Sea Monster Stirrup Cups

Sea Monster Stirrup Cups is an ongoing series, currently nine vessels, rooted in my fascination with historical metalwork and the mysterious creatures that populate early cartographic imagination. The stirrup cup is defined by its distinctive footless form and its role as a greeting or parting vessel offered to riders while their feet remained in the stirrups of the saddle. Typically shaped as animal heads and constructed through hammering and chasing techniques, these cups once marked thresholds: moments of welcome, departure, ritual, and camaraderie.

When starting this series, I turned to the fantastical “sea monsters” that decorate Medieval and Renaissance maps. These chimeric creatures positioned at the edges of the known world embodied both fear and imagination, personifying the unknown and the misunderstood. They occupied the places where fact dissolved into speculation, standing in for the vast uncertainties of the ocean and the limits of human knowledge. These monsters are simultaneously warnings, inventions, and narrative tools; they reveal a deeply human impulse to create forms that articulate our fears, questions, and curiosities when we encounter unfamiliar territory.

The Sea Monster Stirrup Cups began as a way for me to reinterpret the fantastical creatures found on Medieval and Renaissance maps, but over time the series has become something far more personal. What started as an exploration of historical imagery quickly turned into a long-term investigation of form, technique, and imagination. Each cup reflects a different stage of my growth as a metalsmith; from early studies in raising and chasing, to ambitious experiments in stretching metal, to the culmination of years of saving and technical preparation in the gold stirrup cup.

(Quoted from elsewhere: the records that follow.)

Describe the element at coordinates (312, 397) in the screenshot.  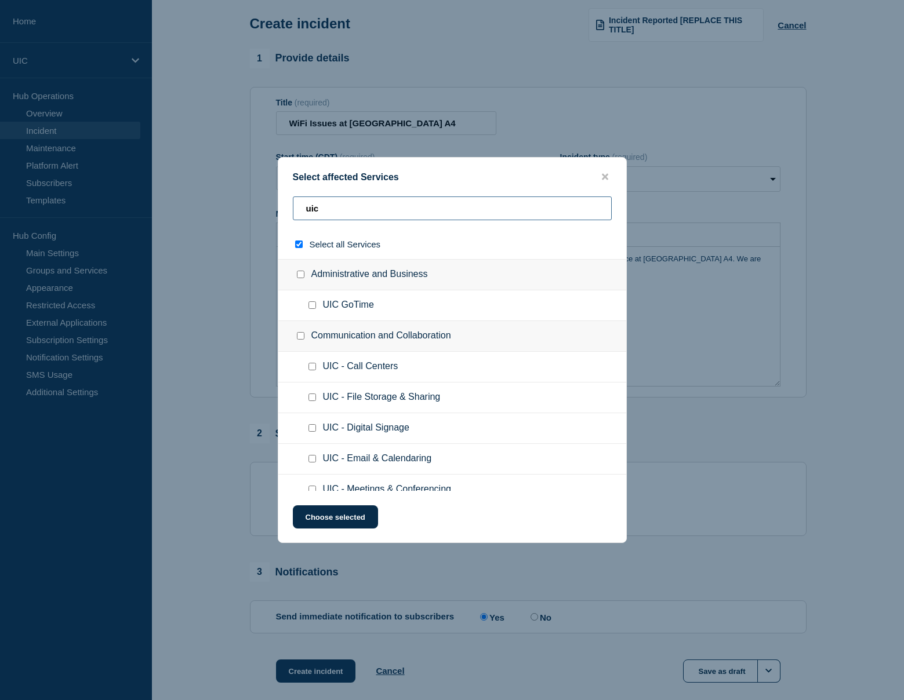
I see `input: UIC - File Storage & Sharing checkbox` at that location.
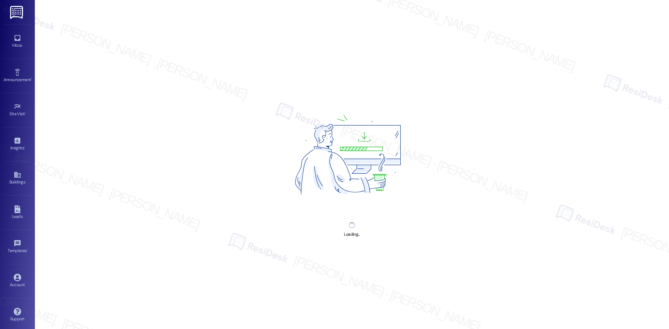 The height and width of the screenshot is (329, 669). I want to click on img: ResiDesk Logo, so click(17, 12).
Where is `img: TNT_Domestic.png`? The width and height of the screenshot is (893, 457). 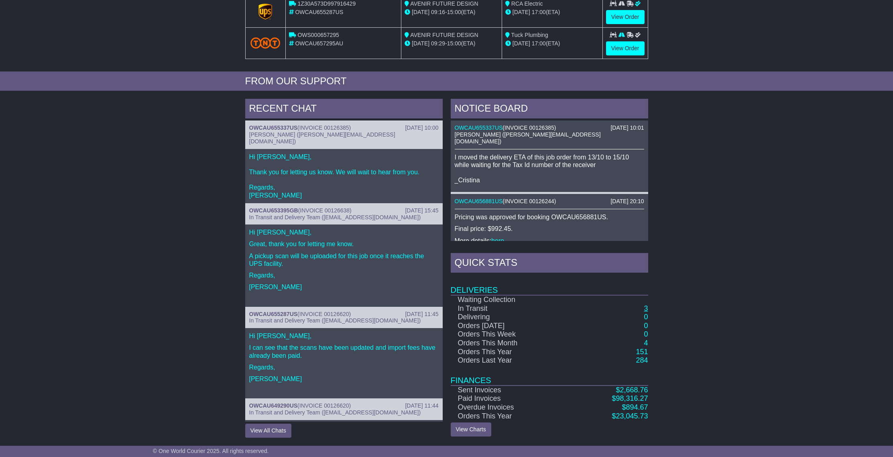 img: TNT_Domestic.png is located at coordinates (265, 43).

Through these nine pieces, I’ve come to see the stirrup cup as both a sculptural challenge and a space for storytelling. The monsters have shifted from map-edge folklore to expressions of my own curiosity, ambition, and evolving practice. As the work has grown, so has my commitment to the traditional hand-wrought techniques that ground my studio practice. Moving forward, I plan to create one cup each year, allowing the series to grow alongside me, an ongoing record of my relationship to metal, craft history, and the unknowns that inspire me.